In Encounters across Difference, Natalia Bloch examines tourism
encounters in India and their potential to empower subaltern
communities. Drawing from ethnographic evidence in Hampi and
Dharamshala, Bloch explores the potential of tourism to promote
political engagement, volunteering, sponsorship, local
entrepreneurship, and women's empowerment. Contrary to frequent
criticism of tourism to the Global South as a colonial practice,
Bloch argues that workers and small entrepreneurs in displaced
communities see tourists as allies in their political struggles
and, on a more individual level, as an opportunity to build better
lives.
This book challenges the classic - and often tacit -
compartmentalization of tourism, migration, and refugee studies by
exploring the intersections of these forms of spatial mobility:
each prompts distinctive images and moral reactions, yet they often
intertwine, overlap, and influence one another. Tourism, migration,
and exile evoke widely varying policies, diverse popular reactions,
and contrasting imagery. What are the ramifications of these siloed
conceptions for people on the move? To what extent do gender,
class, ethnic, and racial global inequalities shape moral
discourses surrounding people's movements? This book presents 12
predominantly ethnographic case studies from around the world, and
a pandemic-focused conclusion, that address these issues.
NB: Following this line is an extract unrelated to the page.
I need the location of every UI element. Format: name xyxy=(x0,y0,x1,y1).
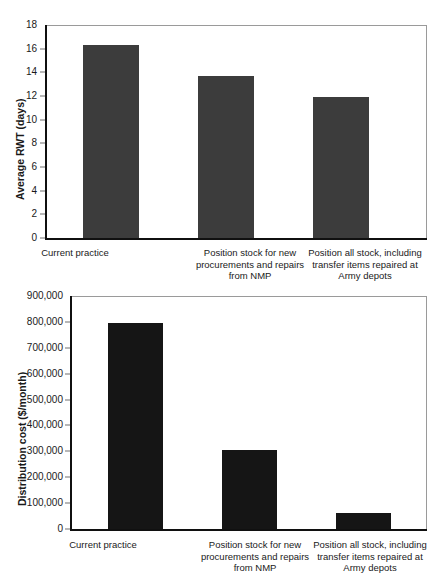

In
recounting and juxtaposing stories of refugees' and migrants'
returns, marriage migrants, voluntourists, migrant retirees,
migrant tourism workers and entrepreneurs, mobile investors and
professionals, and refugees pursuing educational mobility, this
book cultivates more nuanced insights into intersecting forms of
mobility. Ultimately, this work promises to foster not only empathy
but also greater resolve for forging trails toward mobility
justice. This accessibly written volume will be essential to
scholars and students in critical migration, tourism, and refugee
studies, including anthropologists, sociologists, human
geographers, and researchers in political science and cultural
studies. The book will also be of interest to non-academic
professionals and general readers interested in contemporary
mobilities.
In Anthropology of Tourism in Central and Eastern Europe: Bridging
Worlds, Sabina Owsianowska and Magdalena Banaszkiewicz examine the
limitations of the anthropological study of tourism, which stem
from both the domination of researchers representing the Anglophone
circle as well as the current state of tourism studies in Central
and Eastern Europe. This edited collection contributes to the wider
discussion of the geopolitics of knowledge through its focus on the
anthropological background of tourism studies and its inclusion of
contributors from Austria, Bulgaria, Estonia, and Poland.